WHAT THE TASK ASKS: Only the stretch of the listing below that runs from the line with "You are a GUI" through the line with "This screenshot has height=275, width=488." is to be printed, exactly and with both ends.

DATA IN THIS EXERCISE:
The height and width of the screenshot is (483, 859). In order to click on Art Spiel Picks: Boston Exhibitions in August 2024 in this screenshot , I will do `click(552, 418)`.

* * *

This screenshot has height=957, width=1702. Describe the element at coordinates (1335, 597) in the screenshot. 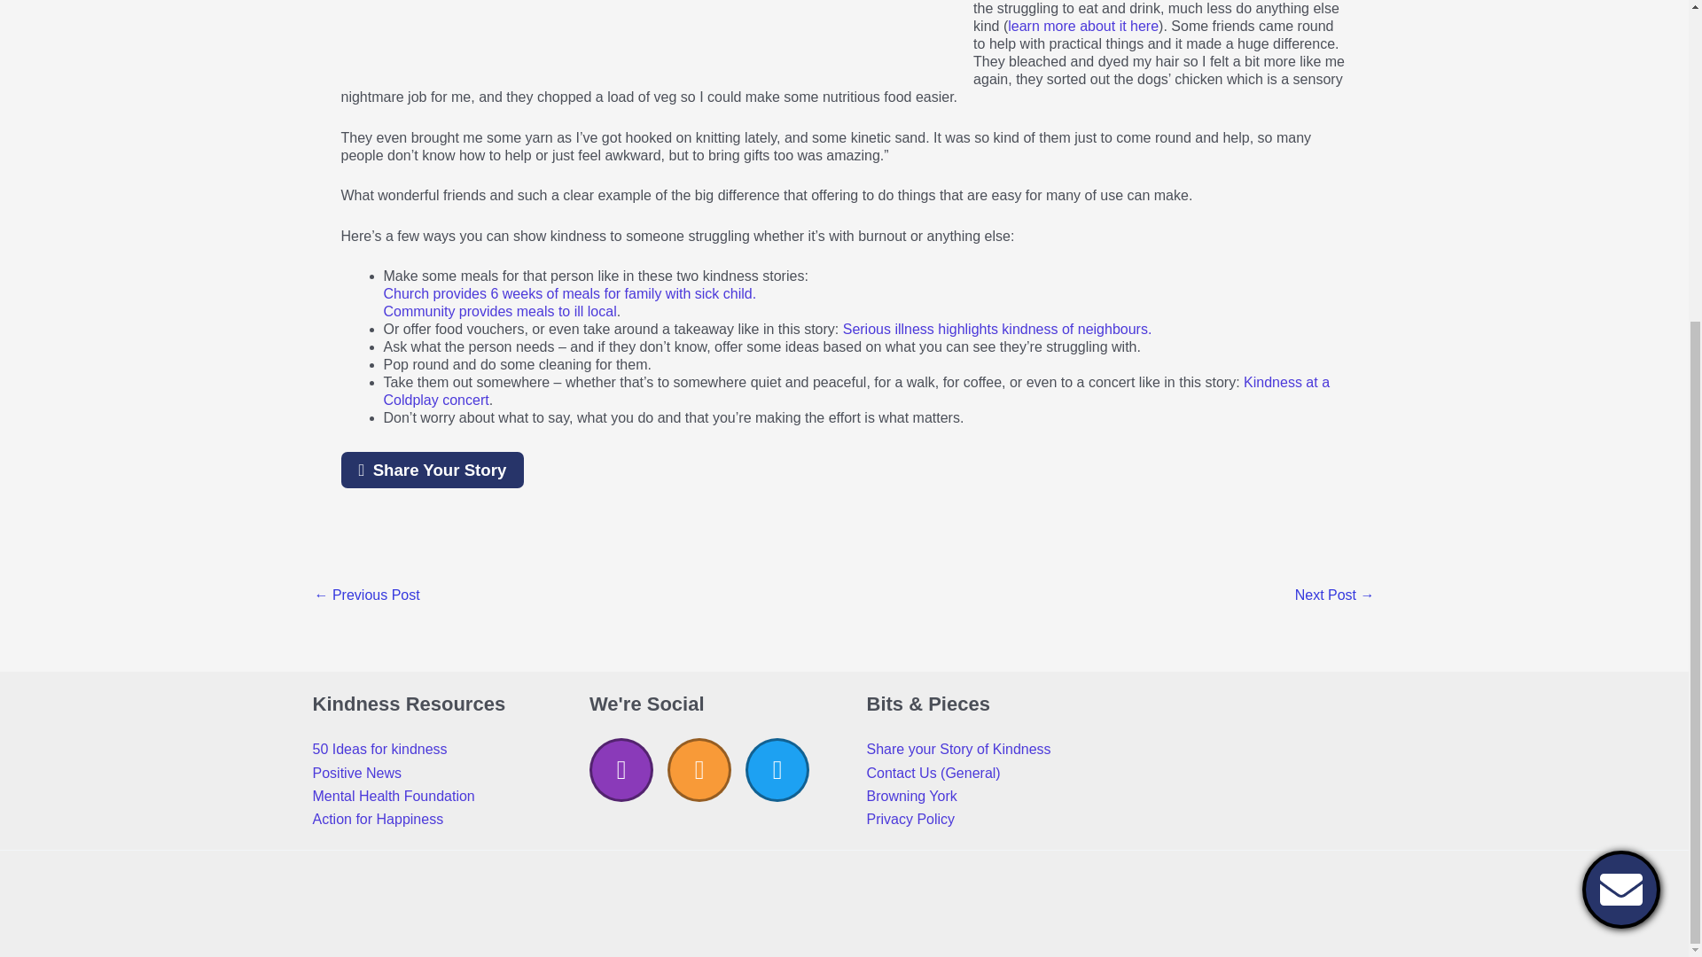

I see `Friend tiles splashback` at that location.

...

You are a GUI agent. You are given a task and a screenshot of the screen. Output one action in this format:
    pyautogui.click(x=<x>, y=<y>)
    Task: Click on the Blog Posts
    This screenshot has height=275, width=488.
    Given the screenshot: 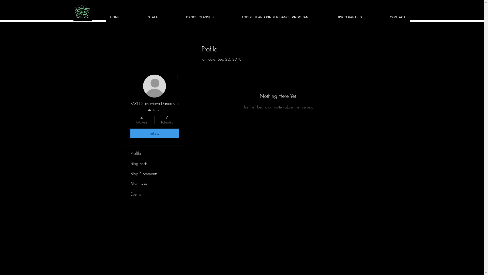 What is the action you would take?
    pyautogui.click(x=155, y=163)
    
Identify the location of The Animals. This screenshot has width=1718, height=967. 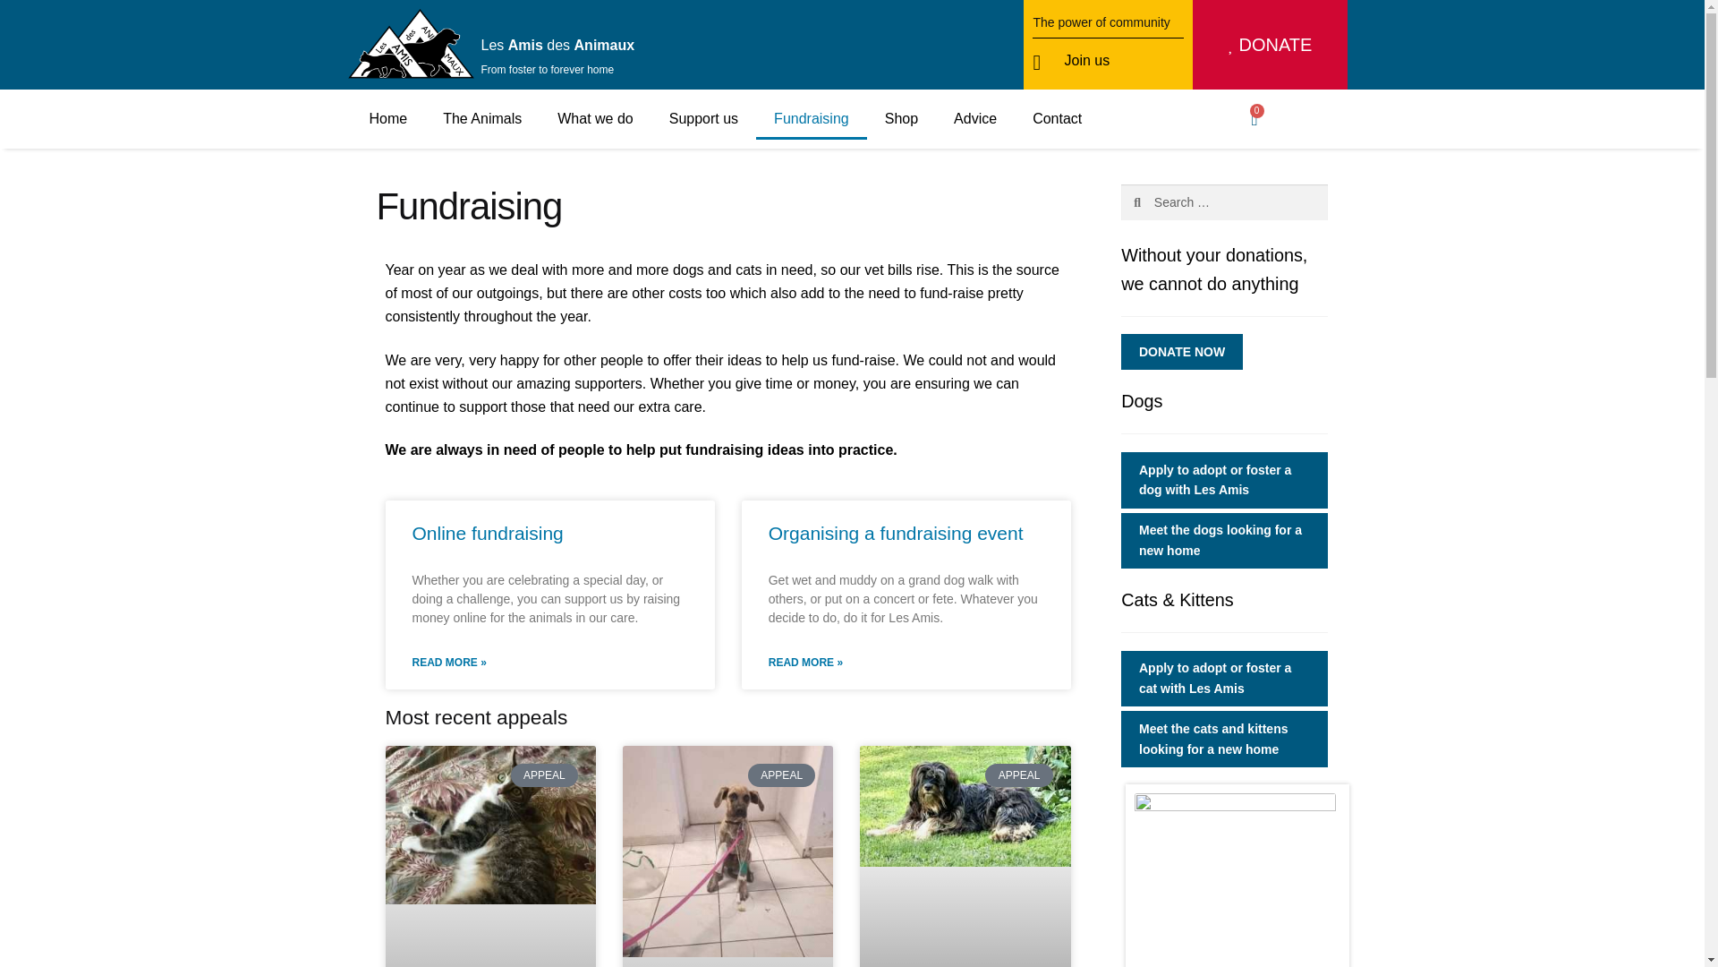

ANSWER BOX:
You are a GUI agent. You are given a task and a screenshot of the screen. Output one action in this format:
    pyautogui.click(x=<x>, y=<y>)
    Task: Click on the Blog Posts
    This screenshot has height=275, width=488.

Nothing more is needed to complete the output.